Living abroad as a US citizen means translating US documents into the local language for residency permits, foreign marriages, work visas, business registration, and property purchase. We translate, certify, apostille, and legalize the full expat document set.
Each US document on this page maps to a specific foreign authority and a specific expat use case. The US Birth Certificate is submitted to foreign civil registry offices for marriage abroad (Spain, Italy, Mexico, Brazil), dual-citizenship by descent applications (Italy, Ireland, Poland, Germany), and child registration with the local registrar. The US Marriage Certificate goes to the same civil registry offices to register a US marriage in the destination country and to foreign immigration authorities for spouse-sponsored residency. The US Divorce Decree is filed with foreign courts and civil registries to lift a prior marital tie before a new marriage abroad. The US Passport (informational copy) is presented to foreign embassies, consulates, and foreign banks to open accounts and prove identity at notarial appointments. US Diploma & Transcripts go to foreign universities for graduate admissions, credential evaluation, and to foreign employers and professional licensing boards for skilled work visas in Germany, the Netherlands, Australia, and the UAE.

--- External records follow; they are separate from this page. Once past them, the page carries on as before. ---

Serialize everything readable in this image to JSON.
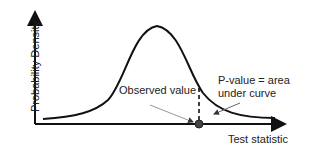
{
  "diagram": {
    "y_axis_label": "Probability Density",
    "x_axis_label": "Test statistic",
    "observed_label": "Observed value",
    "pvalue_label_line1": "P-value = area",
    "pvalue_label_line2": "under curve",
    "colors": {
      "line": "#111111",
      "pointer": "#888888",
      "point": "#333333"
    }
  }
}
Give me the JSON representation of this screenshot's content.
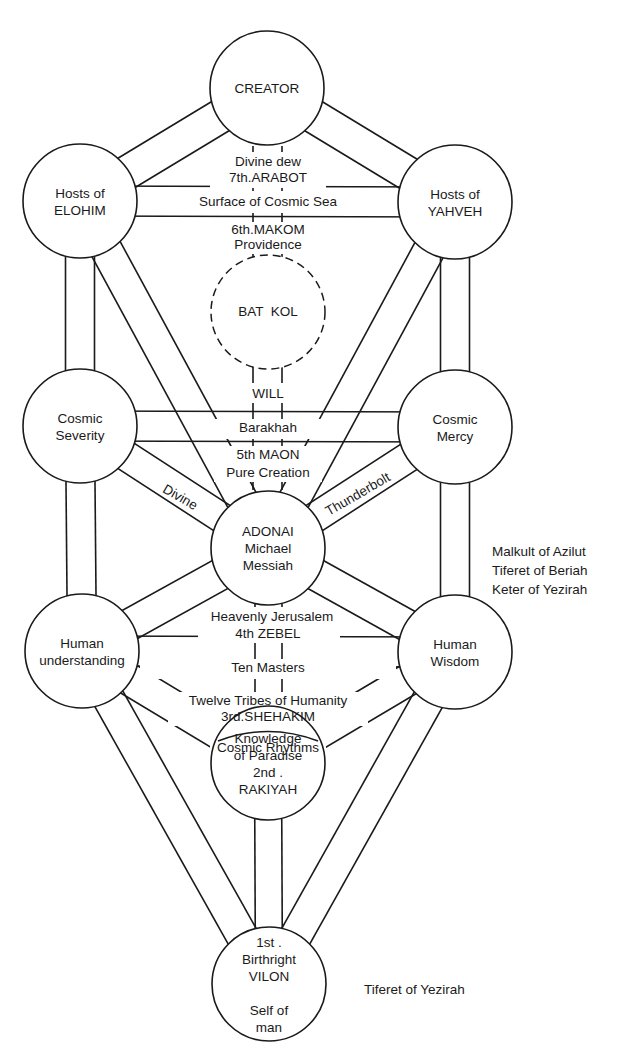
{
  "diagram": {
    "type": "tree-of-life",
    "nodes": [
      {
        "id": "creator",
        "lines": [
          "CREATOR"
        ]
      },
      {
        "id": "elohim",
        "lines": [
          "Hosts of",
          "ELOHIM"
        ]
      },
      {
        "id": "yahveh",
        "lines": [
          "Hosts of",
          "YAHVEH"
        ]
      },
      {
        "id": "severity",
        "lines": [
          "Cosmic",
          "Severity"
        ]
      },
      {
        "id": "mercy",
        "lines": [
          "Cosmic",
          "Mercy"
        ]
      },
      {
        "id": "adonai",
        "lines": [
          "ADONAI",
          "Michael",
          "Messiah"
        ]
      },
      {
        "id": "understanding",
        "lines": [
          "Human",
          "understanding"
        ]
      },
      {
        "id": "wisdom",
        "lines": [
          "Human",
          "Wisdom"
        ]
      },
      {
        "id": "knowledge",
        "lines": [
          "Knowledge",
          "of Paradise",
          "2nd .",
          "RAKIYAH"
        ]
      },
      {
        "id": "self",
        "lines": [
          "1st .",
          "Birthright",
          "VILON",
          "",
          "Self of",
          "man"
        ]
      }
    ],
    "hidden_node": {
      "id": "bat-kol",
      "label": "BAT  KOL",
      "style": "dashed"
    },
    "path_labels": {
      "divine_dew": "Divine dew",
      "arabot": "7th.ARABOT",
      "cosmic_sea": "Surface of Cosmic Sea",
      "makom": "6th.MAKOM",
      "providence": "Providence",
      "will": "WILL",
      "barakhah": "Barakhah",
      "maon": "5th MAON",
      "pure_creation": "Pure Creation",
      "divine": "Divine",
      "thunderbolt": "Thunderbolt",
      "jerusalem": "Heavenly Jerusalem",
      "zebel": "4th ZEBEL",
      "ten_masters": "Ten Masters",
      "twelve_tribes": "Twelve Tribes of Humanity",
      "shehakim": "3rd.SHEHAKIM",
      "cosmic_rhythms": "Cosmic Rhythms"
    },
    "side_notes": {
      "adonai_note": [
        "Malkult of Azilut",
        "Tiferet of Beriah",
        "Keter of Yezirah"
      ],
      "self_note": "Tiferet of Yezirah"
    }
  }
}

The FBI Background Check (Identity History Summary) is the workhorse of expat residency files: it is required by foreign immigration authorities for the Spain non-lucrative visa, Portugal D7, Italy elective residence, Mexico residente temporal, UAE residence, and Costa Rica pensionado, and by foreign employers for skilled work permits. Because it is a federal document, it is apostilled only by the US Department of State; we coordinate the full chain. IRS Tax Returns (Form 1040 plus schedules) and Bank Statements are submitted to foreign banks for mortgage applications and to foreign real estate authorities (notarios in Spain, notaios in Italy, escribanos in Argentina) to prove income and source of funds for property purchase, and immigration authorities also reference them for the income threshold on retiree and digital-nomad visas. For Hague Convention countries the apostille is enough; non-Hague destinations like the UAE, Saudi Arabia, Egypt, and Vietnam require embassy legalization — see our apostille guide and embassy legalization translation page.
The Power of Attorney is notarized in the US and then submitted to foreign real estate authorities, foreign banks, and foreign courts so a relative or agent abroad can sign a property closing, manage a foreign account, or appear in a local lawsuit on the expat's behalf. The Death Certificate (for inheritance abroad) is filed with foreign civil registry offices, foreign courts (probate), and foreign banks to release inherited property, foreign accounts, and pension residuals to US-based heirs — this is especially common for Italian and German real-estate inheritance and for Latin American probate. We provide certified translations accepted by 95% of expat destinations, plus sworn (jurada, asseverata, assermentee) options for Spain, Italy, France, Germany, Brazil, and Mexico when local law requires a court-registered translator. For destination-specific work see Spain residency translation and Spanish certified translation. Get a free quote with your destination country and intended use.
Tell us your destination country and the documents you need translated. We deliver certified, sworn, and apostilled translations accepted by every foreign embassy, immigration authority, and civil registry.